While openness is a core value of digital humanities scholarship (albeit with qualifications see, e.g., Spiro, 2012), it is not clear how different modes of publication can most effectively open humanities research: to the stratified audiences identified in this study, to deep interaction with sources, and to ongoing evolution. This paper describes outcomes of our study on what humanities scholars need from the next generation of publishing systems and services, and how this study is guiding development of a new model for library-based publishing that can support and sustain highly diverse and broadly impactful research products.


Appendix A

Bibliography
  1. Emery, C., Lucraft, M., Morka, A., and Pyne, R. (2017).
    The OA effect: How does open access affect the usage of scholarly books? Springer Nature.
  2. Jankowski, N., Scharnhorst, A., Tatum, C., and Tatum, Z. (2012). Enhancing Scholarly Publications: Developing hybrid monographs in the humanities and social sciences.
    Scholarly and Research Communication, 4(1).

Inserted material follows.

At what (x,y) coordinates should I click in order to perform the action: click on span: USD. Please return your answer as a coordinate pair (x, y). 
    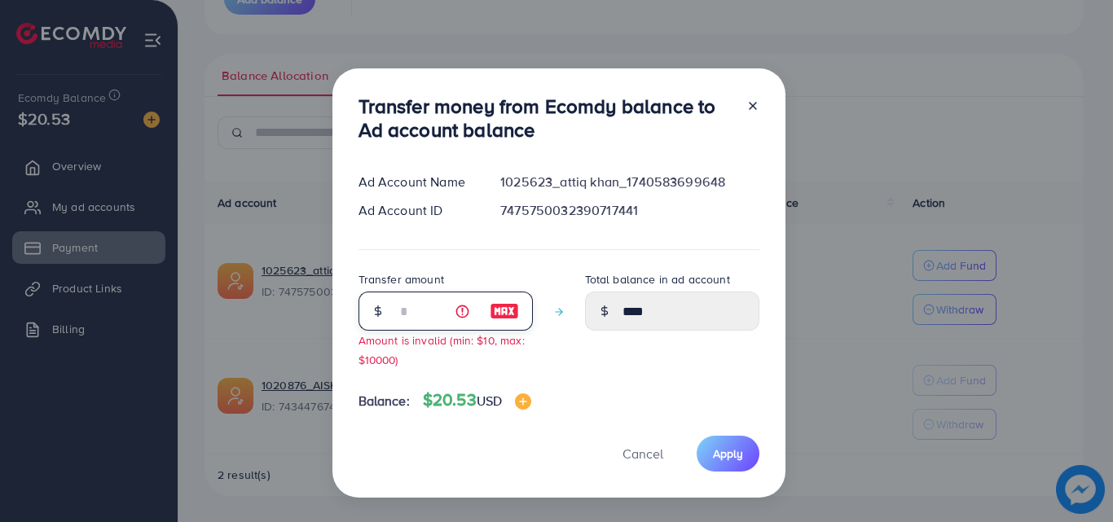
    Looking at the image, I should click on (489, 401).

  3. Senseney, M. F., Velez, L., Maden, C. R., Swatscheno, J., Bonn, M., Green, H., and Fenlon, K. (2017). Informing library-based digital publishing: A survey of scholars’ needs in a contemporary publishing environment. Presented at the Digital Humanities (DH2017), Montréal, Canada.
  4. Spiro, L. (2012). «This Is Why We Fight»: Defining the values of the digital humanities.
    Debates in the Digital Humanities, 16.